Le sentiment que j'ai c'est comme si lui et ses compagnons de lutte ont sacrifié leur vie pour rien. Au final ils n'ont reçu aucune reconnaissance ni même le Sawaba, la délivrence, pour laquelle ils ont lutté.
Au vu de l'évolution de l'Afrique francophone depuis 1960 on constate clairement que leur option contre ce qui est devenu courament appelé la "françafrique" était juste. Ils ont été les premiers en "Afrique occidentale française" à dénoncer la construction de ce néocolonialisme français et ils l'ont payé très cher. Pierre Mesmer l'a dit lui même concernant des mouvements comme le Sawaba et l'UPC, "on a accordé l'indépendance à ceux qui la réclamait le moins après avoir éliminé ceux qui l'ont réclammée avec le plus d'intransigeance".
Au Niger on a eu donc des militants africains de la trempe des Lumumba, des Moumié, des Cabral mais on les a recouvert du voile de l'anonymat le plus total.
J'éprouve un grand sentiment de tristesse avec cette perte, c'est comme si mon dernier héros venait de partir.
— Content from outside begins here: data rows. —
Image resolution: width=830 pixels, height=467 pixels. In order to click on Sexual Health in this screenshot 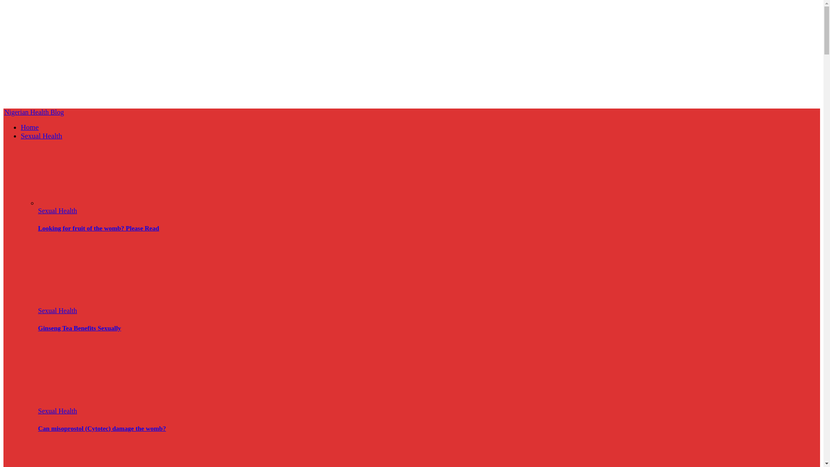, I will do `click(57, 210)`.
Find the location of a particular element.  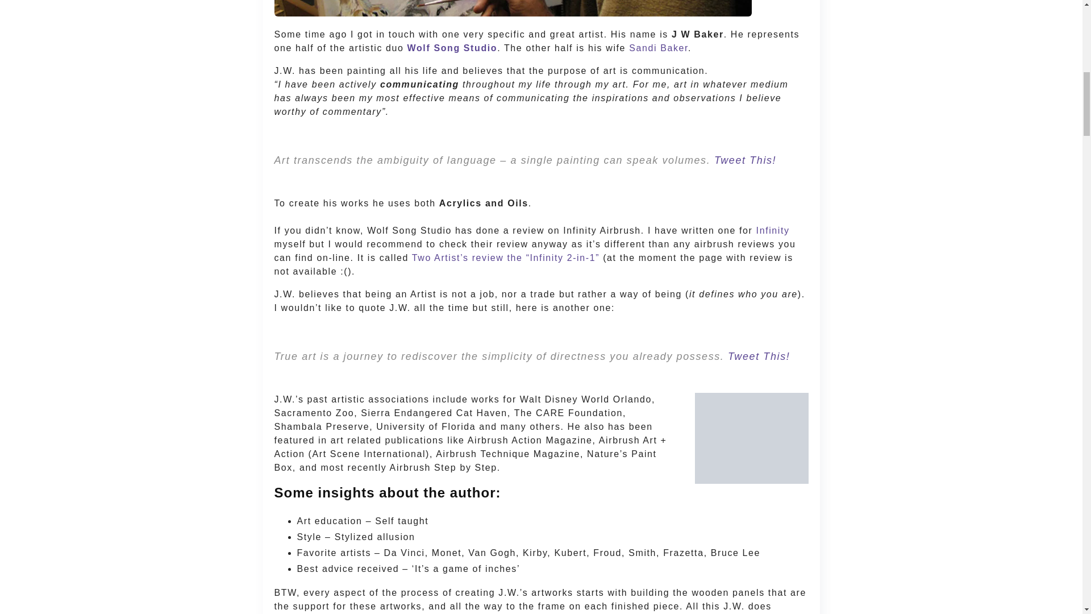

Tweet This! is located at coordinates (745, 160).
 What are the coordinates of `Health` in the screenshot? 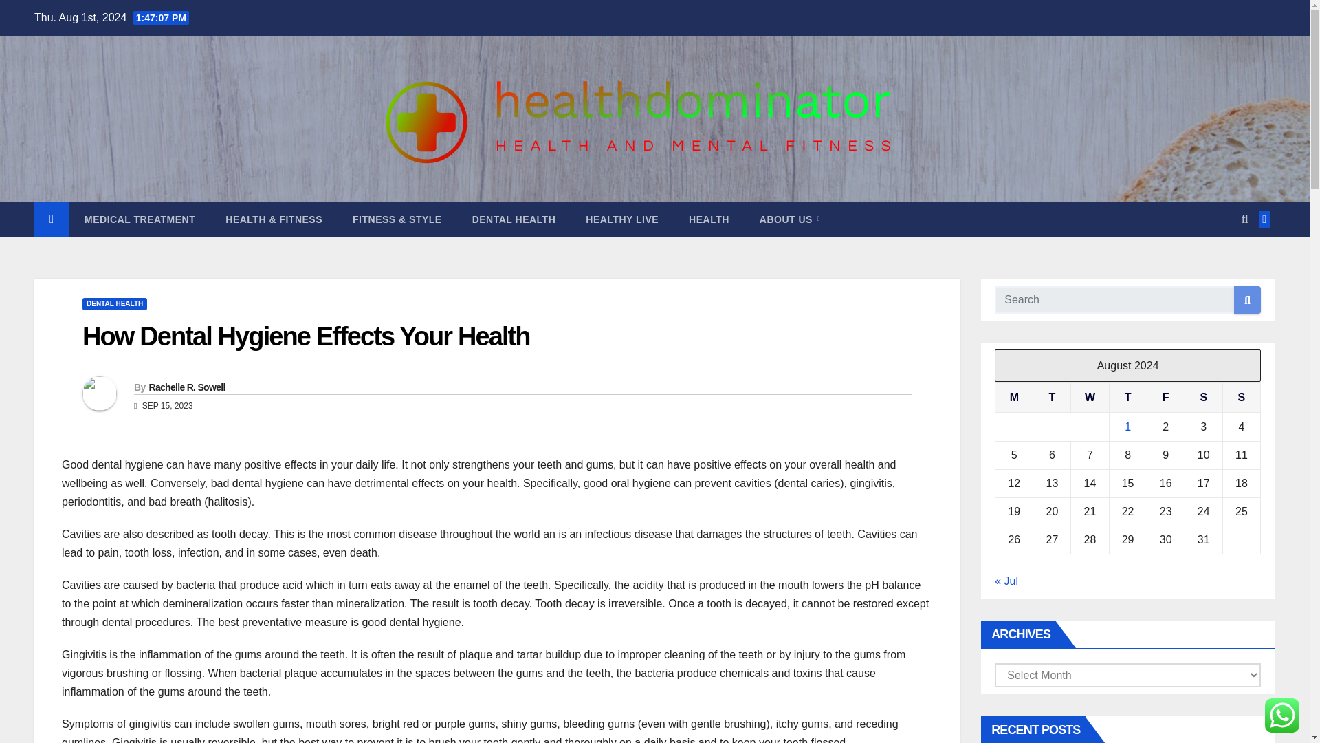 It's located at (708, 219).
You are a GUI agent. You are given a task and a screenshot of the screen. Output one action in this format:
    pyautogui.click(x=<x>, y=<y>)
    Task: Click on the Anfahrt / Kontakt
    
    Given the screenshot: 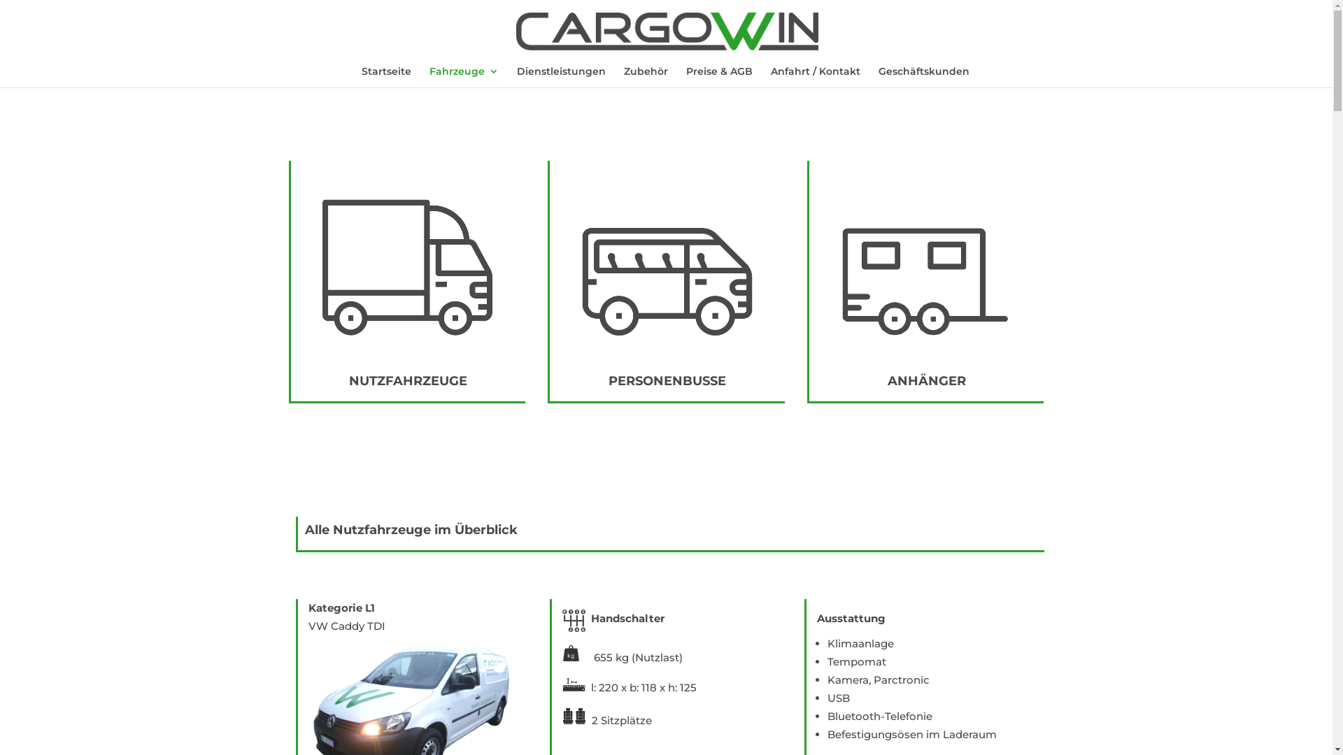 What is the action you would take?
    pyautogui.click(x=815, y=77)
Il aura cotoyé des grandes lumières du panthéon africain comme Ben Barka, Frantz Fanon, Modibo Keita, Kwame Nkrumah, Samorah Machel etc... Que son âme repose en paix.
Je remercie l'auteur du livre et de cet hommage Mr Van Walraven, qui contribue énormément par ses travaux à lever petit à petit ce voile d'ombre sur cette partie de notre histoire.